THAT NIGHT, I read episode forty of Dead Air, “Hardly Working.”
A SIMPLE HOLE in the ground would have served to hide our radio transmitter from the Federal Communications Commission, and that’s what Raskol, Marvin, Spike, Matthew, and I began with — a hole in the shape of a cube about four feet on each edge. We roofed it over but left an opening in the roof so that we could get in and out. When we were in the hole, we were more or less invisible to the outside world, unlikely to be found by the FCC, but as soon as we were all inside we saw that this hole in the ground was only a rough sketch of what we wanted.
“Well, we’re underground,” I said.
“Just barely,” said Marvin.
“You know what’s wrong with this hole?” asked Raskol, and he answered himself at once: “It’s not enough of a hole.”

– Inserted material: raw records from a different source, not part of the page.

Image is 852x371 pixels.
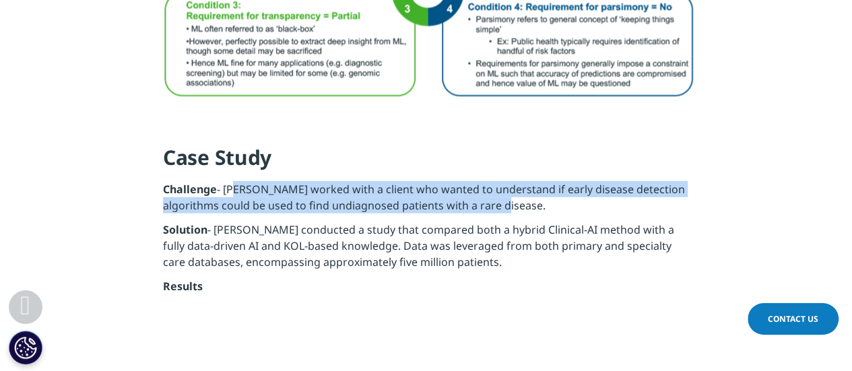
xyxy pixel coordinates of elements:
[163,144,689,181] h4: Case Study
[163,222,208,237] strong: Solution
[9,331,42,364] button: Cookies Settings
[163,279,203,294] strong: Results
[163,222,689,278] p: - [PERSON_NAME] conducted a study that compared both a hybrid Clinical-AI method with a fully dat...
[748,303,839,335] a: Contact Us
[768,313,819,325] span: Contact Us
[163,181,689,222] p: - [PERSON_NAME] worked with a client who wanted to understand if early disease detection algorith...
[163,182,217,197] strong: Challenge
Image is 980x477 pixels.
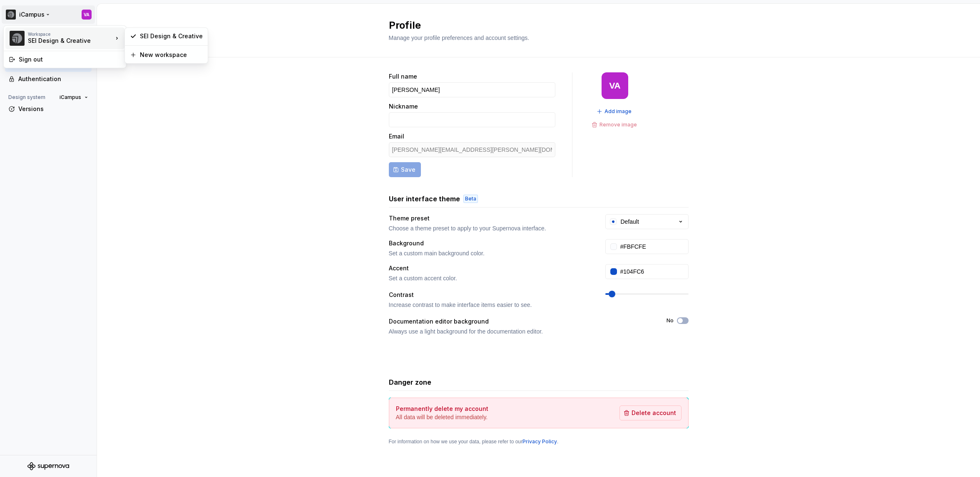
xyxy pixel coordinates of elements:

“It isn’t even half a hole,” said Matthew.
“We should have an entrance, a tunnel that leads into this room,” said Marvin.
“Yeah,” said Spike, “and we’ve got to make this part bigger, so we can move around, sit down, get comfortable.”

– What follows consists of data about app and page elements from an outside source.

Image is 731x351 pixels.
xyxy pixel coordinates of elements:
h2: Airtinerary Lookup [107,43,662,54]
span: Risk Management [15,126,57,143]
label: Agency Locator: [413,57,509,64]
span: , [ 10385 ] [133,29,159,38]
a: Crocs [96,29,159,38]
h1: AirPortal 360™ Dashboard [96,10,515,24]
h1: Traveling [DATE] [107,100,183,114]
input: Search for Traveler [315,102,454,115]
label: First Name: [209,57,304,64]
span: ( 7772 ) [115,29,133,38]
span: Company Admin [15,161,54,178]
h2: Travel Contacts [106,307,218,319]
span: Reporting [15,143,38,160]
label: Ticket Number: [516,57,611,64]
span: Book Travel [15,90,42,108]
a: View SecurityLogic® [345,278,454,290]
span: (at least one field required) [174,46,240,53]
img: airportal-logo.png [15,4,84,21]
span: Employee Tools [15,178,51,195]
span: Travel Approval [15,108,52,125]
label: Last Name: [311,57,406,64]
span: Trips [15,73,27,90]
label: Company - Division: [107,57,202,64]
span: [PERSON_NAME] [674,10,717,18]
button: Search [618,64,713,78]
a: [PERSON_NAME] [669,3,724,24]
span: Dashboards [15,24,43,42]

“Yeah,” said Raskol, “and we should make a room off this one that’s even more secret than this, so if somebody finds the place and gets into this room, he won’t even know that there’s another room, an inner sanctum.”
“Yeah,” said Matthew, “and then we should make a room for each of us, even more secret than that, so that if we just want to be alone with our thoughts we can have some privacy.”
They all looked at me, waiting.
“What?” I said.
“And?” said Matthew.
“What do you mean?” I asked.
“Didn’t you notice that we had a pattern going? You’re supposed to say ‘Yeah, and — ”
“Yeah,” I said, “but — ”
“But? But what?”
“If we do all of that, people are going to notice.”
“Who? The FCC?”
“Maybe. We’ve got to cover our tracks. We’ve got to find a way to dispose of the dirt, or hide it, and we’ve got to make sure that each day’s work gets roofed in and concealed before nightfall, and we’ve got to hide the entrance, and we’ve got to start approaching the place from different directions, so that people can’t follow us, and we should have a password, and the entrance has to be hidden really well, and there should be a trick lock of some kind, and maybe we should stop talking to one another when we’re in school, so that people don’t know we’re working together on this, and we ought to have a back entrance, so that if we’re discovered we can escape, like prairie dogs, squirrels, moles, basically, I think, all of the burrowing animals — ”
“Hold it!” said Spike. “I’ve only got one life to give to this. We’ll dig the cave, and you take care of all the rest of that.”
So I got the job I wanted: I worked on concealment, camouflage. At first, I was surprised to discover how much it resembled cleaning up. I tried carrying the dirt away as it came out of the hole, but when I discovered how hard it is to control a wheelbarrow, with the damned thing wanting always to twist on its single wheel, I gave that idea up.
If I wasn’t going to take the dirt away, I’d have to find a way to hide it. I removed a layer of leaves and topsoil from a large area, and I dumped the excavated sand there as it came from the hole. When the work below ground drew to an end for the day, my busiest and most challenging time began. Quickly, I shaped the sand from the hole into a pleasing hill and covered it with topsoil and leaves. I added some plants and some of the trash of the woods — twigs, fallen acorns, and the like. What I was doing didn’t feel like work. I wished I had more of it, and I urged my comrades to dig faster, to send me more sand to hide. When they climbed out of the hole at the end of the day, there was no evidence of anything I had done. I had camouflaged the hole and I had camouflaged my efforts to camouflage the hole. I worked at least as hard as they, but it seemed to them that I was hardly working, and — now — I would agree with them. It wasn’t work. It was hard play.